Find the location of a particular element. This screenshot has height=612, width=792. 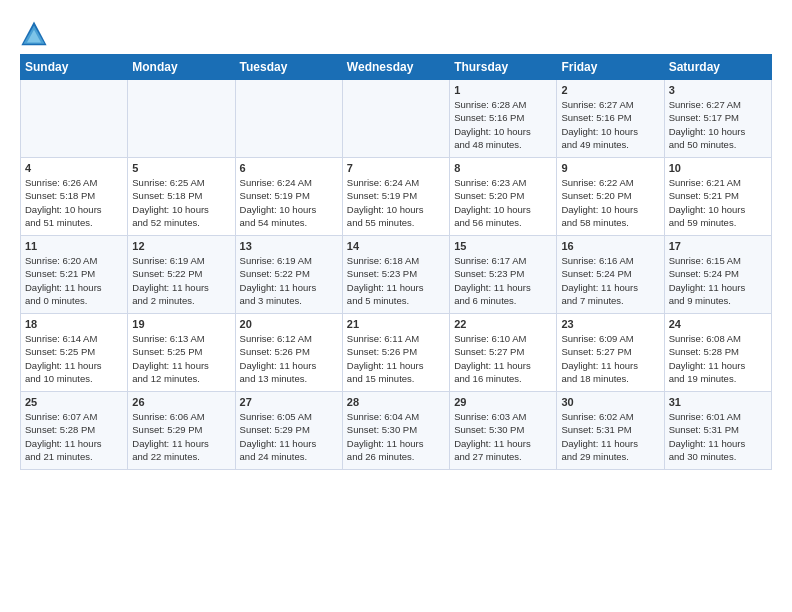

day-cell: 23Sunrise: 6:09 AM Sunset: 5:27 PM Dayli… is located at coordinates (610, 353).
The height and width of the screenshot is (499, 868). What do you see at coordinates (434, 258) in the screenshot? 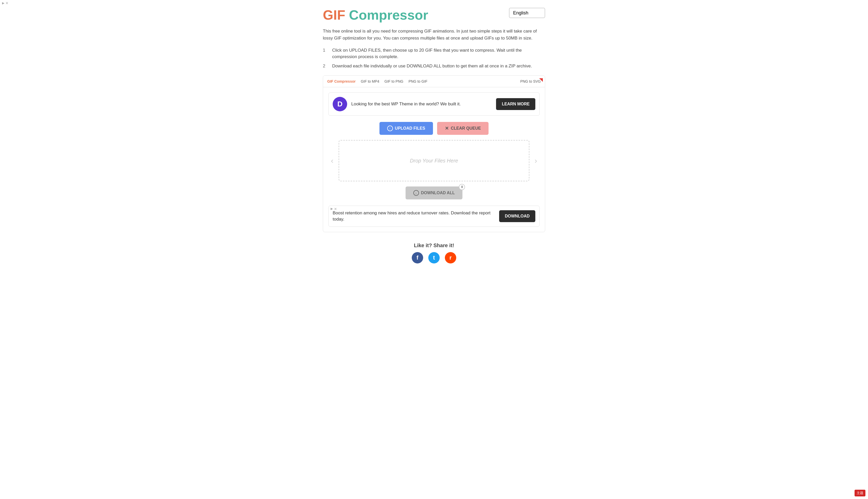
I see `share-icons: f t r` at bounding box center [434, 258].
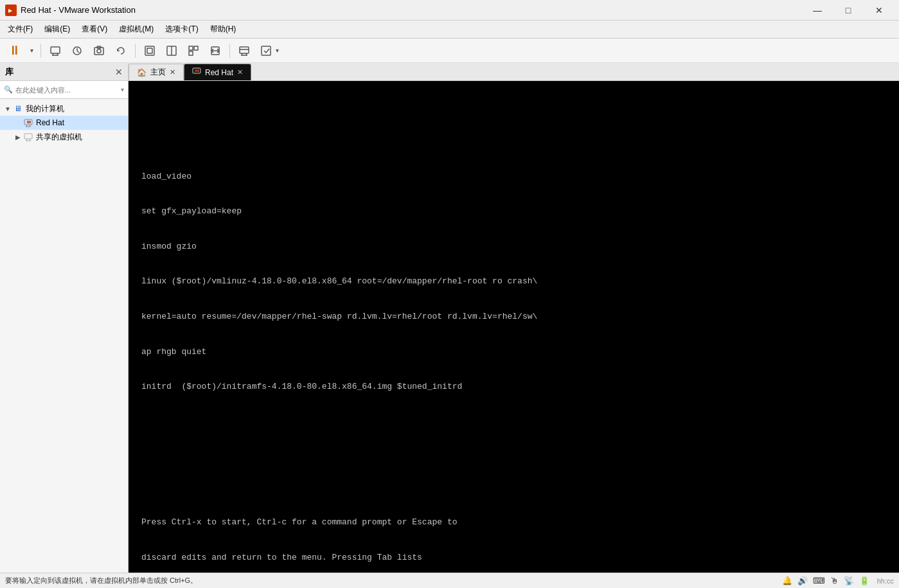  Describe the element at coordinates (64, 123) in the screenshot. I see `sidebar-item-red-hat: Red Hat` at that location.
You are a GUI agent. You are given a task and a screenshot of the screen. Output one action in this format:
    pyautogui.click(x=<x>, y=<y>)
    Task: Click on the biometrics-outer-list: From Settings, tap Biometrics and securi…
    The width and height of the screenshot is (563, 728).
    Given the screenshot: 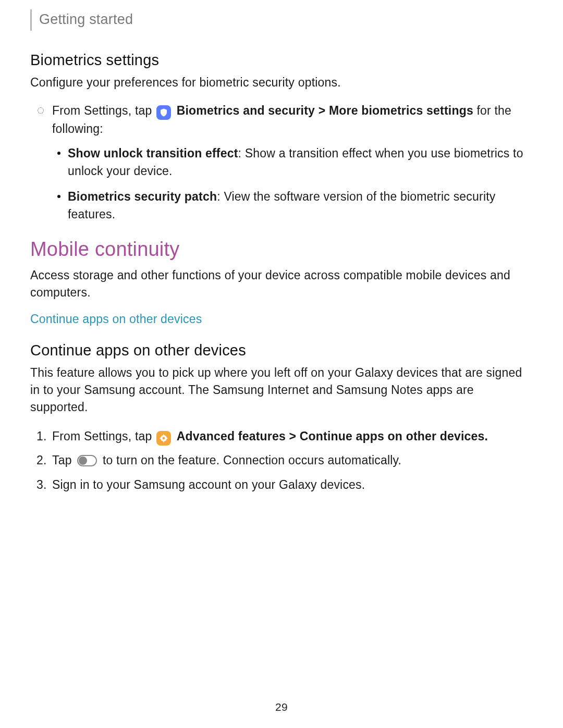 What is the action you would take?
    pyautogui.click(x=282, y=163)
    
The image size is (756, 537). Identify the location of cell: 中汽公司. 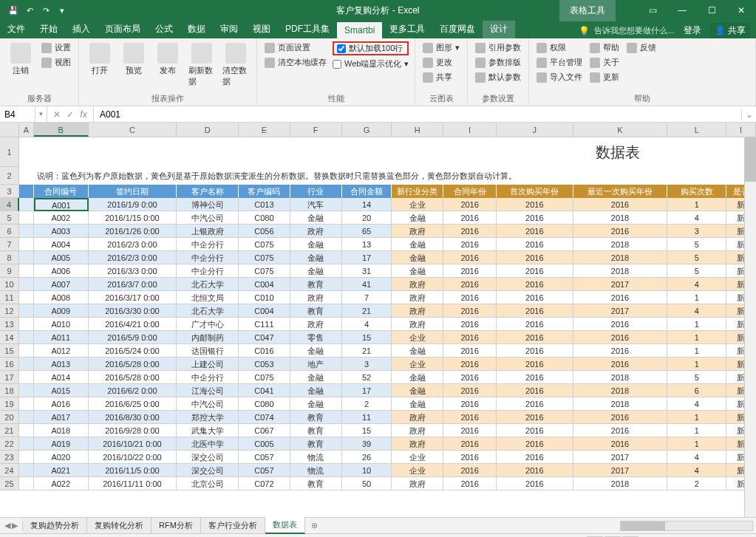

Work item: Given the records above, return exactly the lines starting at the line containing "You are a GUI" and ending at the line containing "The width and", including both.

Exercise output:
You are a GUI agent. You are given a task and a screenshot of the screen. Output one action in this format:
    pyautogui.click(x=<x>, y=<y>)
    Task: Click on the biometrics-outer-list: From Settings, tap Biometrics and securi…
    The width and height of the screenshot is (563, 728).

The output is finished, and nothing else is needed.